Charles in Paris — a city of salons, exquisite clothes, complicated relationships. The world of Proust. It’s no surprise that Charles and Marcel were friends or that the novelist based a character on him.

“I have fallen for Charles,” de Waal writes. Yes, he has, and it shows; there’s more here about Charles than most readers will want. Feel free to skim. Skip, if you must. But don’t, for the sake of your immortal soul, put the book down, for in 1899, Charles sends his first cousin in Vienna the netsuke as a wedding present and the book goes into a different gear.

In Vienna, de Waal writes, there were 145,000 Jews in 1899 — 71 per cent of the city’s financiers, 65 per cent  of the lawyers, 59 per cent of the doctors, half the journalists. Why does he begin this chapter by telling us about the Jews when, as he notes, they were so assimilated? Oh, you know why; it just takes three-and-a-half decades for the anti-Semitism he chronicles to reach a boil.

I’ve studied World War I, as you have, but not from the point-of-view of a rich Jewish banker in Austria. I’m obsessed, as you may be, with the rise of the Nazis, but — silly me — I somehow thought that Jews who owned palaces were exempt. So you will encounter nail-biting terror here. And you’ll be brought up short: How did a book about an collection of objects take such a radical turn? And how, amid the horror, did 264 pieces of netsuke survive intact?

England, Japan, Russia. The research unhinges de Waal: “I no longer know if this book is about my family, or memory, or myself, or if it is a book about small Japanese things.” Curiously, that is to the book’s advantage; it’s really up to the reader to take what meaning he or she can from this story of objects gained, lost, found.
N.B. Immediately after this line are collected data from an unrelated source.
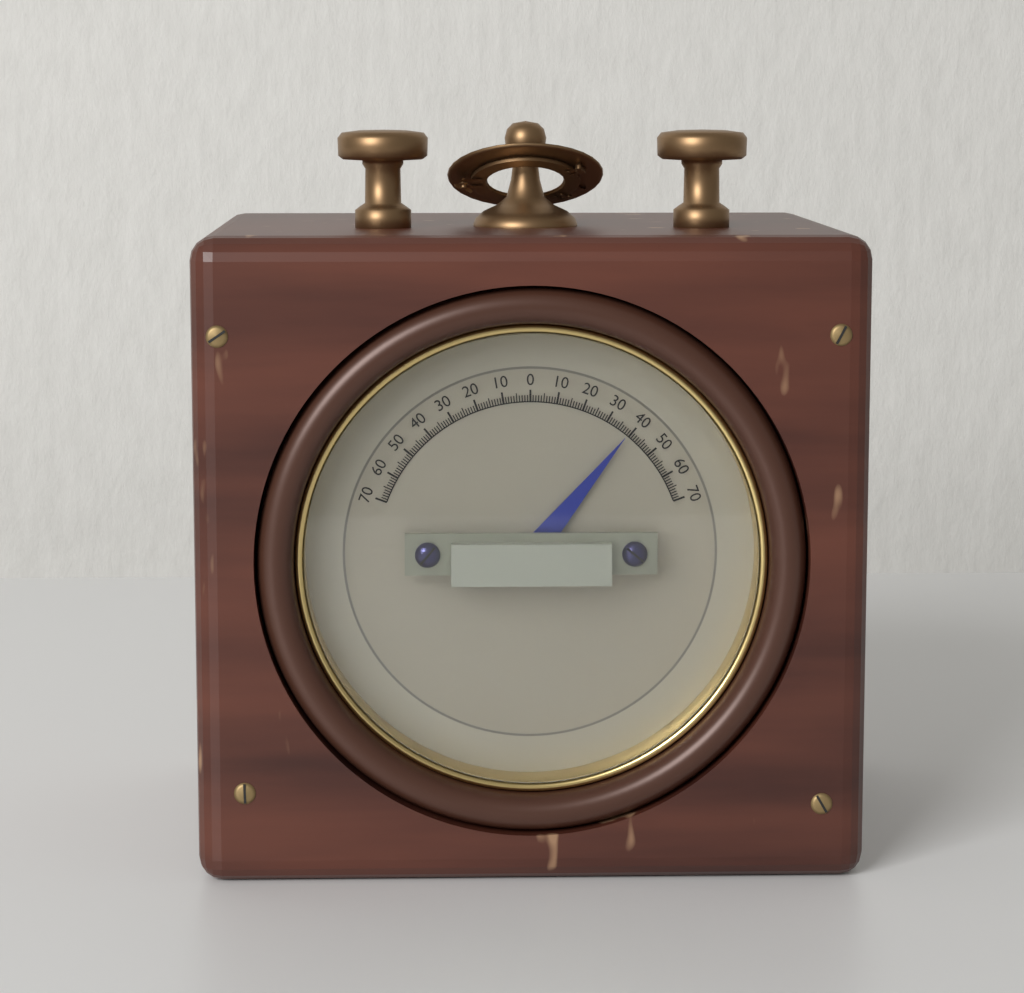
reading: 39 (no unit)
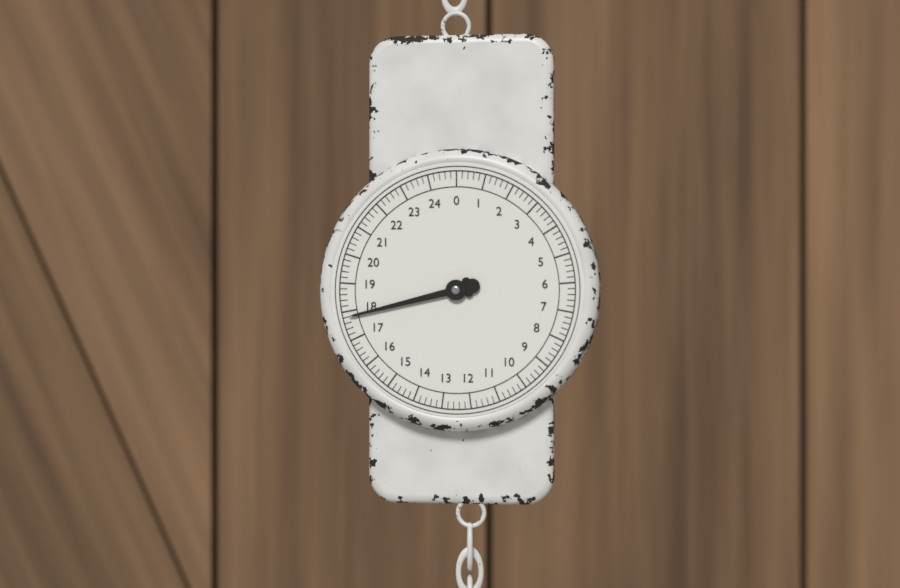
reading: 17.8 (no unit)
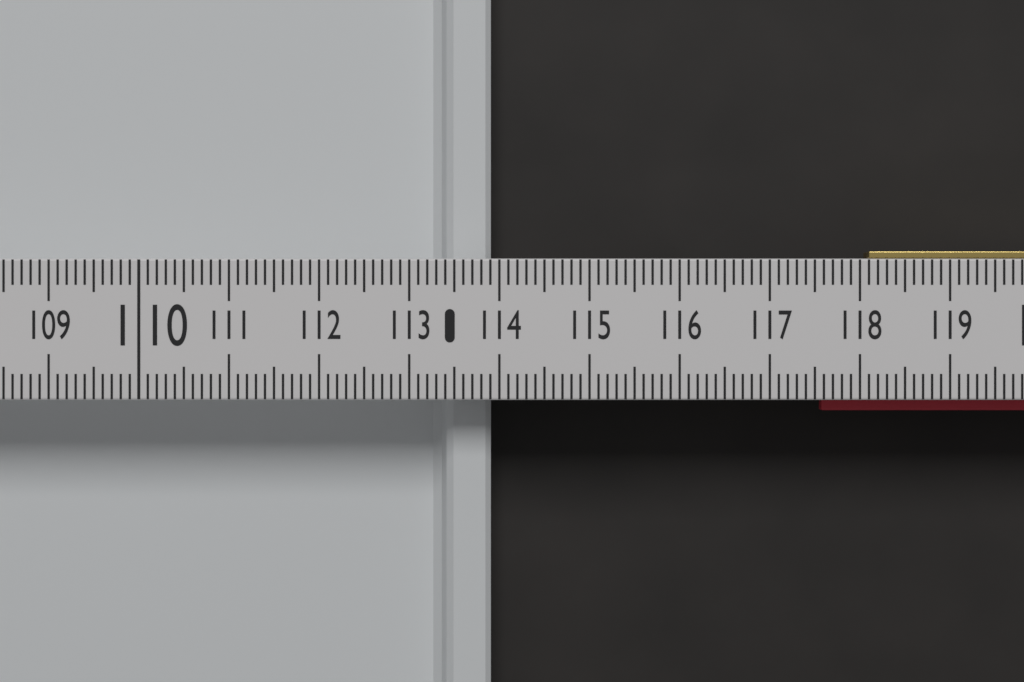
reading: 113.9 (no unit)
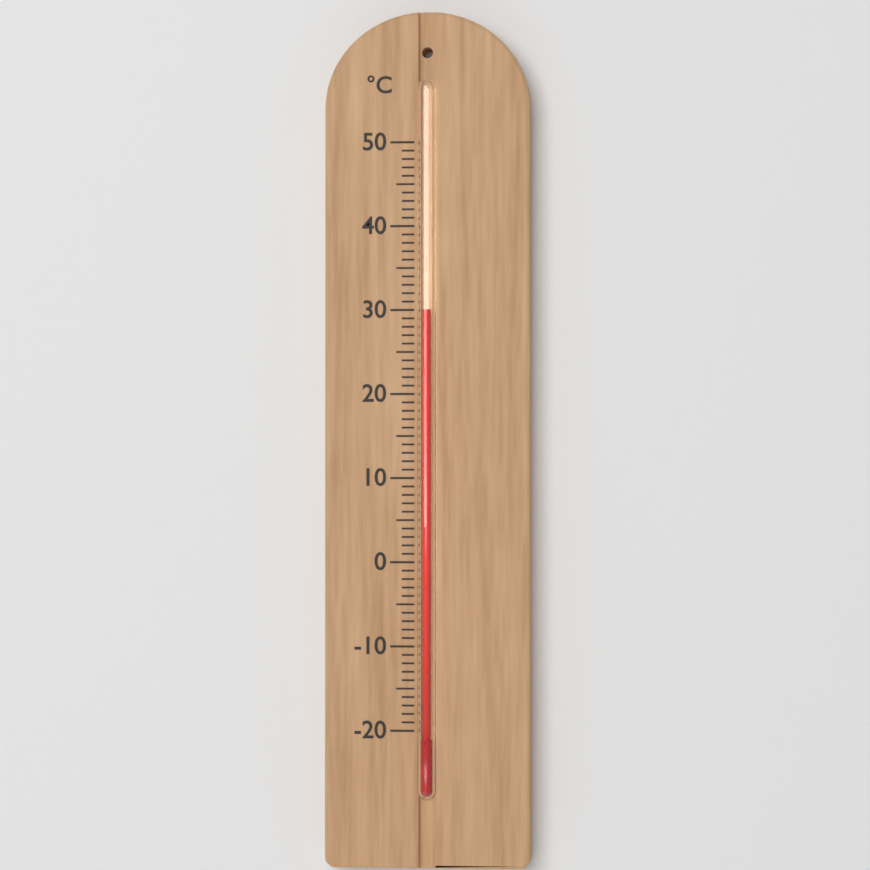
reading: 30 °C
What are objects to us? Do they change when we hold them, display them, give them value? Do they “retain the pulse of their makeup?” If we didn’t collect anything, how would we remember who we were?

Edmund de Waal lives with his wife and their children — and the vitrine of netsuke. The kids sometimes play with the little pieces. “But there is no aesthetic life with small kids around,” de Waal has told interviewers. “They want that plastic tiara, or Disney water pistol — and you remember what it is to start accumulating things in your life.” The implication is clear: Eventually those kids will understand and appreciate what it means to hold the objects of their ancestors.

My ancestors are dust. At most, there are a few photographs. So for me, the moral of this book is that everything matters but nothing lasts. Cherish beauty, but keep it private. And, if you are a Jew, always be prepared to pack and flee on an hour’s notice.

Your take will be just as personal. And you might as well accept that going in — this is not a book about Japanese art objects.